Put the Human Rights Commissions/Tribunals in brackets for now. They're a major bugbear of the far right, because they provide curbs on hate speech. But some of the other points being made by the anti-Big Brother types are worthy of attention.

I find it hard to believe that publishing under an alias, if it isn't for the purposes of fraud, could be made illegal. Well beyond the Charter (which the Speech Warriors also hate).

Plenty here to chew on and worry about, however.

kate raynes-goldie said...

thanks for the great coverage of this. all i can say is *head desk*

question tho: isn't this bill c46? http://bit.ly/ktM0V9

c51 is another awful bill - http://bit.ly/jUFX0R

Anonymous said...

Facebook? If this does anything to Facebook the backlash will be huge. Hell Facebook won't stand for it.

Anonymous said...

Worse that that. Wikileaks said, the N.A.U. is on the way. (the North American Union. This was Harper's evil agenda all along. Harper was beside himself, frantic, begging for a majority, and rabid to win this election. Many don't think Harper did win the election. Well, Canada will be the largest state in the U.S.A. Our currency will be, the Amero dollar. There will be, the South American Union. The Asian Union. The European Union. I forget what Union Russia, the Ukraine and such is called.

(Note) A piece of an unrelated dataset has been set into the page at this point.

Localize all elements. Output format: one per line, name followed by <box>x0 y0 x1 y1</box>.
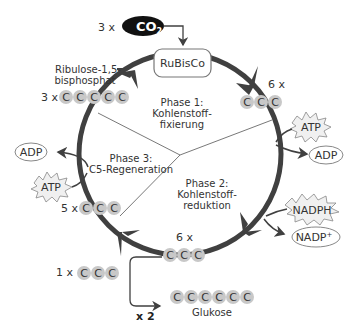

All I knew, as soon as Harper won or had stolen his majority, we could kiss Canada good-bye.

Anonymous said...

So, I guess Wayne Crookes was dangerous after all (pushed the exact same position for civil libel suits). Time to donate to those who fight him, and who will fight this. Civil harassment is if anything worse than criminal as there is no check nor control on whom files a lawsuit or how persistent they are.

fern hill said...

I didn't know about Wayne Crookes.

Pixie said...

It's already happening people, the shut-down of all of our societal protections. Read about a story about a Canadian woman and her daughter, then ask yourself why no Canadian media is picking it up:

http://ctwatchdog.com/2011/05/05/granny-snatching-death-in-british-columbia-heart-attack-fells-elderly-icon

http://ctwatchdog.com/2011/05/04/granny-snatching-canada-judge-rules-institutions-trump-homes-for-elderly

http://ctwatchdog.com/2011/03/30/granny-snatching-narcotic-poisoning-a-bitter-prescription

Anonymous said...

This is all about limiting Free Speech. After all, censorship is everywhere. The gov’t (and their big business cronies) censor free speech, shut down dissent and ban the book “America Deceived II”. Free speech for all.
Last link (before Google Books bans it also]: iuniverse.com/Bookstore/BookDetail.aspx?BookId=SKU-000190526

fern hill said...

Anonymous @12.38: your link doesn't go to a book, just homepage for self-publishing. Your point is rather lost.

Anonymous said...

Got you libtards on the run now. Gonna lock you up in concentration camps until you learn to run a crooked business and buy connections to pols. Then you can be a pillar of community.

pod said...
This comment has been removed by a blog administrator.